There are a couple of Twitter accounts that I appreciate having in my feed, for the positive effect they have on my mental health. @swayandocean is a bot which periodically tweets self-care reminders. Similarly, @hydratebot pops up regularly to remind me that I’m made of meat and need to drink water. But these are bots – when it comes to people, @sosadtoday is as real as it gets. I appreciate this account because it doesn’t act as a distraction from bad days; it delves as deeply into them as possible, turning awful impulses and thoughts into something a bit more objective, and often very funny.
my depression says hi
— so sad today (@sosadtoday) June 25, 2016
The @sosadtoday account was started by California resident and poet Melissa Broder, during a particularly rough depressive period in her life. The anonymous account provided a home for the unspeakable things that go through Broder’s head when she’s depressed or anxious, without worrying, alienating or boring any of her ‘regular’ followers on her personal account.
https://twitter.com/sosadtoday/status/746555092027867136
The immense success of this unflinchingly honest, hilarious account has garnered Broder some 362,000 followers, a VICE column, and a new essay collection that’s just been released in Australia, also titled So Sad Today (Scribe). Including a number of essays from her column alongside new work, the essays in this collection expand on the sentiments expressed in Broder’s tweets, almost as if she’s used a number of them as essay titles. However, where @sosadtoday pushes the pain outwards through its short, punchy ideas, Broder’s essays sit with these ideas and interrogate them deeply.
In the book’s opening essay, ‘How to Never be Enough’, Broder sets up the book’s premise: from birth she has felt lacking, and has spent every moment since trying to plug these existential holes. The essays that follow consider the many ways Broder’s tried to compensate: with drugs and alcohol, lovers, the internet, food, and spirituality.
am i tired or dying: the musical
— so sad today (@sosadtoday) June 23, 2016
The essays span a range of topics along the emotional spectrum – some are hilarious (getting Botox and immediately panicking that she’s going to die), others confessional and moving (detailing an eating disorder and her discomfort with how it sits against her feminism). Most sit somewhere in between. In ‘I Told You Not to Get the Knish’, Broder gives her husband his very giggle-worthy requested alias, ‘Ron Jeremy’, before exploring in some depth how the two of them have negotiated their open relationship alongside his chronic illness. It’s funny because she’s a funny woman, but she also looks at mortality and her own foibles directly, without shying away from any of them. It’s this light and shade, butting up against one another constantly, that makes this collection nuanced and quick-paced. For all the observations that make you laugh, there are complex and frankly terrifying questions lurking underneath – ‘Why can’t I be kind to myself?’, ‘How will I ever be enough?’, ‘Will I be okay, and how?’, and ‘What does it mean to live with death in very close proximity?’.
‘There are so many people and we’re all awful in our own special ways; yet somehow, I’m the most profoundly, existentially awful,’ Broder writes in ‘Honk if There’s a Committee in your Head Trying to Kill You’, her essay about panic attacks and spiritual longing. This sentiment captures two elements central to this collection. Firstly, it’s funny, because it places some distance between Broder and her beliefs about herself – beliefs that perhaps we all hold about ourselves, as evidenced by the success of @sosadtoday.
to the people who say i'm monetizing my depression–
god i hope you're right
— so sad today (@sosadtoday) June 23, 2016
Secondly, these essays are solipsistic, and unapologetically so. At multiple points Broder makes mention of the extensive time she’s spent in therapy, and the depth of her resulting self-awareness comes through in the collection. The work benefits from the clarity with which Broder sees herself and her immediate world, and this is part of what makes it so funny. In a world full of personal essays aiming for ‘universality’, Broder’s work seems at ease with its own specificity. In an odd paradox, the honesty of personal revelations contained in this collection are what make it relatable and deeply interesting. It’s for this reason, however, that the final essay of the collection feels forced. In it, Broder returns to the @sosadtoday Twitter account and tries to tie up neatly why it’s worked for her, and for so many of her followers. In the other pieces in the book, she doesn’t try to justify her solipsism – she simply is what she is.
But this final essay tries to provide a narrative tidiness that doesn’t ring true to the tone of the collection as a whole. While so much of the writing in So Sad Today is about how messy, ugly and often painful living can be, this final essay feels jarring, like a reversal. So Sad Today presents unique new possibilities for our relationships with our mental health in an age where severing painful thoughts and sending them out into the void of the internet can serve a number of functions: defusion, therapy, confession, meaning-making. These essays, and the @sosadtoday Twitter account work so well because they defuse awful thoughts by flattening them to black and white marks on a screen or page, drawing out the power of thoughts and observations that might otherwise take your breath away with despair. In doing so, they acknowledge that we’re all at the centre of our own tiny universes, just doing our best to get by.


**What is needed**
Repeat every record exactly.

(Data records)

******

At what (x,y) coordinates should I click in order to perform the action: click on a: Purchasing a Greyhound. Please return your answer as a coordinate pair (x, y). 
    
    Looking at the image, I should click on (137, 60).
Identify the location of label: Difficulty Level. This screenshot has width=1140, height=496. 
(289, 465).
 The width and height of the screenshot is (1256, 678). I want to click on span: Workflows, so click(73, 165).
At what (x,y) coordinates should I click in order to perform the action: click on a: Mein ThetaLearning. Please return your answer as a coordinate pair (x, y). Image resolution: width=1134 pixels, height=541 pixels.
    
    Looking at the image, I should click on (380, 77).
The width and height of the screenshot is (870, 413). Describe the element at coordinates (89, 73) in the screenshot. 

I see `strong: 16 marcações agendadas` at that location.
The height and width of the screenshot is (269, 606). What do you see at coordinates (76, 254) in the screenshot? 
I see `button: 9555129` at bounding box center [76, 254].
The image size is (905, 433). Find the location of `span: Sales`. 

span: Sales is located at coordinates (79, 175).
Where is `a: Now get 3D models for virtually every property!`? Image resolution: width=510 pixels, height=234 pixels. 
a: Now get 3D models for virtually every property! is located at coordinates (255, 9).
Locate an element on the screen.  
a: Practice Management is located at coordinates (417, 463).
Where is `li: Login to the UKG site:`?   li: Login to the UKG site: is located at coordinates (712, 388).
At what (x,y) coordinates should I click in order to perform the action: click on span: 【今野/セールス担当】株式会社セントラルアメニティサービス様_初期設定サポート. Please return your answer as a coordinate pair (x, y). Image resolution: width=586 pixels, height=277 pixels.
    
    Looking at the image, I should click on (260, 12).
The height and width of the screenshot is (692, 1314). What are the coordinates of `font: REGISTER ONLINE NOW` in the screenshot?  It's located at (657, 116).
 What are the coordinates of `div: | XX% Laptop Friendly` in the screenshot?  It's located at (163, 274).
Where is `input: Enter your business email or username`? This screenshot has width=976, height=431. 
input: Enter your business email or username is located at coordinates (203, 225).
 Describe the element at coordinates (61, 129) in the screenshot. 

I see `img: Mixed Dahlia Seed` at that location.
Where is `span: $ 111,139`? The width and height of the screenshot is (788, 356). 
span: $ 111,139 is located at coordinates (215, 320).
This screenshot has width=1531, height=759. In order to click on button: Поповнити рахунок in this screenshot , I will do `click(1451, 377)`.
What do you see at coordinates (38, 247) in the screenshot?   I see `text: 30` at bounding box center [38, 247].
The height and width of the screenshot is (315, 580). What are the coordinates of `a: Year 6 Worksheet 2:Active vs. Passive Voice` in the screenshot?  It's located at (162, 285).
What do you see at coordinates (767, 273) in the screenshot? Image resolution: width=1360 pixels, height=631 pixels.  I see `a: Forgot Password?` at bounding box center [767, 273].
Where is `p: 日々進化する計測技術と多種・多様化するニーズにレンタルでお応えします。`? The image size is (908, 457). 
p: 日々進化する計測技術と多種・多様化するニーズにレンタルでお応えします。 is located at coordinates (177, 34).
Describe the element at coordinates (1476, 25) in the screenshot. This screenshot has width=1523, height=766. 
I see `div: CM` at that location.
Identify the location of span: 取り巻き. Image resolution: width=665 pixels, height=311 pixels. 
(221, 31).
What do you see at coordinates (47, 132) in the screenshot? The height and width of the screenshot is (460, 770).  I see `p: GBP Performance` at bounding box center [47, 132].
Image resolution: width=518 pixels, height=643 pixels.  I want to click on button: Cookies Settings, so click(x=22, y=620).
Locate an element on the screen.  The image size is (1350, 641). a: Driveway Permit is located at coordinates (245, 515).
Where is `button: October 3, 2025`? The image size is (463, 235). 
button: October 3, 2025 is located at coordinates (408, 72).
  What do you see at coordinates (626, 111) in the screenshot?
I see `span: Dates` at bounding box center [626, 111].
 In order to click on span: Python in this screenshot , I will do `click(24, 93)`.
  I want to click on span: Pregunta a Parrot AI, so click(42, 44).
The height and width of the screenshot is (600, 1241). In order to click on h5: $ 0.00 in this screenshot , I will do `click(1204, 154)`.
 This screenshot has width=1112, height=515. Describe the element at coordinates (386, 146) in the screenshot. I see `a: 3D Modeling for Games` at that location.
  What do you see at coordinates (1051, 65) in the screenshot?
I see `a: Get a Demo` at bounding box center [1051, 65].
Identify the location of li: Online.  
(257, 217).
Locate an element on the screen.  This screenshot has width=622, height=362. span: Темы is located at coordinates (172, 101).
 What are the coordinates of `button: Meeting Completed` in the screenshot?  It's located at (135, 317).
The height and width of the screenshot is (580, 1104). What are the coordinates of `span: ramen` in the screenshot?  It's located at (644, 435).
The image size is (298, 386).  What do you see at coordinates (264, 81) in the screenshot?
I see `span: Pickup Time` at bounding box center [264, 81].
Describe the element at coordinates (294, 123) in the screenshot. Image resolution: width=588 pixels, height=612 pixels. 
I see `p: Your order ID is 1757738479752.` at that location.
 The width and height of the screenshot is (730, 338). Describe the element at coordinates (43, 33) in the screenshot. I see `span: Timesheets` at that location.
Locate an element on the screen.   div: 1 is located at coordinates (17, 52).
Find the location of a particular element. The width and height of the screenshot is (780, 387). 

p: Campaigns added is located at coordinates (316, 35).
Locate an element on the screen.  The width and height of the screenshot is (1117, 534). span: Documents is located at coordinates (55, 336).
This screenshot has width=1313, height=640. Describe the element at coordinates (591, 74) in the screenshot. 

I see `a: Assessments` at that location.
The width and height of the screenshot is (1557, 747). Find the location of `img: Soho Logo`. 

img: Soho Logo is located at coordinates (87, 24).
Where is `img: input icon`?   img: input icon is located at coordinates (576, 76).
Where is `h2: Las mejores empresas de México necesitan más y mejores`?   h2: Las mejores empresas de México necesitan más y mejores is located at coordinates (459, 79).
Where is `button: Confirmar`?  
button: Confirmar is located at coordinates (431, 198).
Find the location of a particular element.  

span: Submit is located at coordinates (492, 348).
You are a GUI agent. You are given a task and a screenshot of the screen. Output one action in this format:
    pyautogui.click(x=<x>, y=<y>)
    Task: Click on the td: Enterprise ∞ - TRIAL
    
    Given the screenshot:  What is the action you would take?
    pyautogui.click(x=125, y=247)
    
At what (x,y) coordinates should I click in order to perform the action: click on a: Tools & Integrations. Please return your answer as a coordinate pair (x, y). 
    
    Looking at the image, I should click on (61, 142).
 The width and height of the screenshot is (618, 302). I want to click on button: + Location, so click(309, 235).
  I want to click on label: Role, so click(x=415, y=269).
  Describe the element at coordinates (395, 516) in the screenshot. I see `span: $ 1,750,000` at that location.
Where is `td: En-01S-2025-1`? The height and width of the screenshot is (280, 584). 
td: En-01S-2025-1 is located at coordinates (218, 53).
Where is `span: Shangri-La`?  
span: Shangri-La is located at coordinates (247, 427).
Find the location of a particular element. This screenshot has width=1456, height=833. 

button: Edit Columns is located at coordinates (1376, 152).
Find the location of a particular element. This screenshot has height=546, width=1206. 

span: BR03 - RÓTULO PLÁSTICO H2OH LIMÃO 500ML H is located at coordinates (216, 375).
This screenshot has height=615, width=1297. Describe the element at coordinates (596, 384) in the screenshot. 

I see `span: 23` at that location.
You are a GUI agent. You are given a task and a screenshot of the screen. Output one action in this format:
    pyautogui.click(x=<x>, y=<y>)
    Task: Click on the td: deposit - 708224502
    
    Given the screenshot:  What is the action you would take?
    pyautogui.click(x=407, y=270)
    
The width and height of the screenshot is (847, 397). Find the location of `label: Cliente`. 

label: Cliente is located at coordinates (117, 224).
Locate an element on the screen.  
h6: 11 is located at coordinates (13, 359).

******

**Response for this exercise**
At what (x,y) coordinates should I click in order to perform the action: click on a: Purchasing a Greyhound. Please return your answer as a coordinate pair (x, y). 
    
    Looking at the image, I should click on (137, 60).
Identify the location of label: Difficulty Level. This screenshot has width=1140, height=496. 
(289, 465).
 The width and height of the screenshot is (1256, 678). I want to click on span: Workflows, so click(73, 165).
At what (x,y) coordinates should I click in order to perform the action: click on a: Mein ThetaLearning. Please return your answer as a coordinate pair (x, y). Image resolution: width=1134 pixels, height=541 pixels.
    
    Looking at the image, I should click on (380, 77).
The width and height of the screenshot is (870, 413). Describe the element at coordinates (89, 73) in the screenshot. 

I see `strong: 16 marcações agendadas` at that location.
The height and width of the screenshot is (269, 606). What do you see at coordinates (76, 254) in the screenshot? 
I see `button: 9555129` at bounding box center [76, 254].
The image size is (905, 433). Find the location of `span: Sales`. 

span: Sales is located at coordinates (79, 175).
Where is `a: Now get 3D models for virtually every property!`? Image resolution: width=510 pixels, height=234 pixels. 
a: Now get 3D models for virtually every property! is located at coordinates (255, 9).
Locate an element on the screen.  
a: Practice Management is located at coordinates (417, 463).
Where is `li: Login to the UKG site:`?   li: Login to the UKG site: is located at coordinates (712, 388).
At what (x,y) coordinates should I click in order to perform the action: click on span: 【今野/セールス担当】株式会社セントラルアメニティサービス様_初期設定サポート. Please return your answer as a coordinate pair (x, y). Image resolution: width=586 pixels, height=277 pixels.
    
    Looking at the image, I should click on (260, 12).
The height and width of the screenshot is (692, 1314). What are the coordinates of `font: REGISTER ONLINE NOW` in the screenshot?  It's located at (657, 116).
 What are the coordinates of `div: | XX% Laptop Friendly` in the screenshot?  It's located at (163, 274).
Where is `input: Enter your business email or username`? This screenshot has width=976, height=431. 
input: Enter your business email or username is located at coordinates (203, 225).
 Describe the element at coordinates (61, 129) in the screenshot. 

I see `img: Mixed Dahlia Seed` at that location.
Where is `span: $ 111,139`? The width and height of the screenshot is (788, 356). 
span: $ 111,139 is located at coordinates (215, 320).
This screenshot has width=1531, height=759. In order to click on button: Поповнити рахунок in this screenshot , I will do `click(1451, 377)`.
What do you see at coordinates (38, 247) in the screenshot?   I see `text: 30` at bounding box center [38, 247].
The height and width of the screenshot is (315, 580). What are the coordinates of `a: Year 6 Worksheet 2:Active vs. Passive Voice` in the screenshot?  It's located at (162, 285).
What do you see at coordinates (767, 273) in the screenshot? Image resolution: width=1360 pixels, height=631 pixels.  I see `a: Forgot Password?` at bounding box center [767, 273].
Where is `p: 日々進化する計測技術と多種・多様化するニーズにレンタルでお応えします。`? The image size is (908, 457). 
p: 日々進化する計測技術と多種・多様化するニーズにレンタルでお応えします。 is located at coordinates (177, 34).
Describe the element at coordinates (1476, 25) in the screenshot. This screenshot has width=1523, height=766. 
I see `div: CM` at that location.
Identify the location of span: 取り巻き. Image resolution: width=665 pixels, height=311 pixels. 
(221, 31).
What do you see at coordinates (47, 132) in the screenshot? The height and width of the screenshot is (460, 770).  I see `p: GBP Performance` at bounding box center [47, 132].
Image resolution: width=518 pixels, height=643 pixels.  I want to click on button: Cookies Settings, so click(x=22, y=620).
Locate an element on the screen.  The image size is (1350, 641). a: Driveway Permit is located at coordinates (245, 515).
Where is `button: October 3, 2025`? The image size is (463, 235). 
button: October 3, 2025 is located at coordinates (408, 72).
  What do you see at coordinates (626, 111) in the screenshot?
I see `span: Dates` at bounding box center [626, 111].
 In order to click on span: Python in this screenshot , I will do `click(24, 93)`.
  I want to click on span: Pregunta a Parrot AI, so click(42, 44).
The height and width of the screenshot is (600, 1241). In order to click on h5: $ 0.00 in this screenshot , I will do `click(1204, 154)`.
 This screenshot has width=1112, height=515. Describe the element at coordinates (386, 146) in the screenshot. I see `a: 3D Modeling for Games` at that location.
  What do you see at coordinates (1051, 65) in the screenshot?
I see `a: Get a Demo` at bounding box center [1051, 65].
Identify the location of li: Online.  
(257, 217).
Locate an element on the screen.  This screenshot has width=622, height=362. span: Темы is located at coordinates (172, 101).
 What are the coordinates of `button: Meeting Completed` in the screenshot?  It's located at (135, 317).
The height and width of the screenshot is (580, 1104). What are the coordinates of `span: ramen` in the screenshot?  It's located at (644, 435).
The image size is (298, 386).  What do you see at coordinates (264, 81) in the screenshot?
I see `span: Pickup Time` at bounding box center [264, 81].
Describe the element at coordinates (294, 123) in the screenshot. Image resolution: width=588 pixels, height=612 pixels. 
I see `p: Your order ID is 1757738479752.` at that location.
 The width and height of the screenshot is (730, 338). Describe the element at coordinates (43, 33) in the screenshot. I see `span: Timesheets` at that location.
Locate an element on the screen.   div: 1 is located at coordinates (17, 52).
Find the location of a particular element. The width and height of the screenshot is (780, 387). 

p: Campaigns added is located at coordinates (316, 35).
Locate an element on the screen.  The width and height of the screenshot is (1117, 534). span: Documents is located at coordinates (55, 336).
This screenshot has width=1313, height=640. Describe the element at coordinates (591, 74) in the screenshot. 

I see `a: Assessments` at that location.
The width and height of the screenshot is (1557, 747). Find the location of `img: Soho Logo`. 

img: Soho Logo is located at coordinates (87, 24).
Where is `img: input icon`?   img: input icon is located at coordinates (576, 76).
Where is `h2: Las mejores empresas de México necesitan más y mejores`?   h2: Las mejores empresas de México necesitan más y mejores is located at coordinates (459, 79).
Where is `button: Confirmar`?  
button: Confirmar is located at coordinates (431, 198).
Find the location of a particular element.  

span: Submit is located at coordinates (492, 348).
You are a GUI agent. You are given a task and a screenshot of the screen. Output one action in this format:
    pyautogui.click(x=<x>, y=<y>)
    Task: Click on the td: Enterprise ∞ - TRIAL
    
    Given the screenshot:  What is the action you would take?
    pyautogui.click(x=125, y=247)
    
At what (x,y) coordinates should I click in order to perform the action: click on a: Tools & Integrations. Please return your answer as a coordinate pair (x, y). 
    
    Looking at the image, I should click on (61, 142).
 The width and height of the screenshot is (618, 302). I want to click on button: + Location, so click(309, 235).
  I want to click on label: Role, so click(x=415, y=269).
  Describe the element at coordinates (395, 516) in the screenshot. I see `span: $ 1,750,000` at that location.
Where is `td: En-01S-2025-1`? The height and width of the screenshot is (280, 584). 
td: En-01S-2025-1 is located at coordinates (218, 53).
Where is `span: Shangri-La`?  
span: Shangri-La is located at coordinates (247, 427).
Find the location of a particular element. This screenshot has width=1456, height=833. 

button: Edit Columns is located at coordinates (1376, 152).
Find the location of a particular element. This screenshot has height=546, width=1206. 

span: BR03 - RÓTULO PLÁSTICO H2OH LIMÃO 500ML H is located at coordinates (216, 375).
This screenshot has height=615, width=1297. Describe the element at coordinates (596, 384) in the screenshot. 

I see `span: 23` at that location.
You are a GUI agent. You are given a task and a screenshot of the screen. Output one action in this format:
    pyautogui.click(x=<x>, y=<y>)
    Task: Click on the td: deposit - 708224502
    
    Given the screenshot:  What is the action you would take?
    pyautogui.click(x=407, y=270)
    
The width and height of the screenshot is (847, 397). Find the location of `label: Cliente`. 

label: Cliente is located at coordinates (117, 224).
Locate an element on the screen.  
h6: 11 is located at coordinates (13, 359).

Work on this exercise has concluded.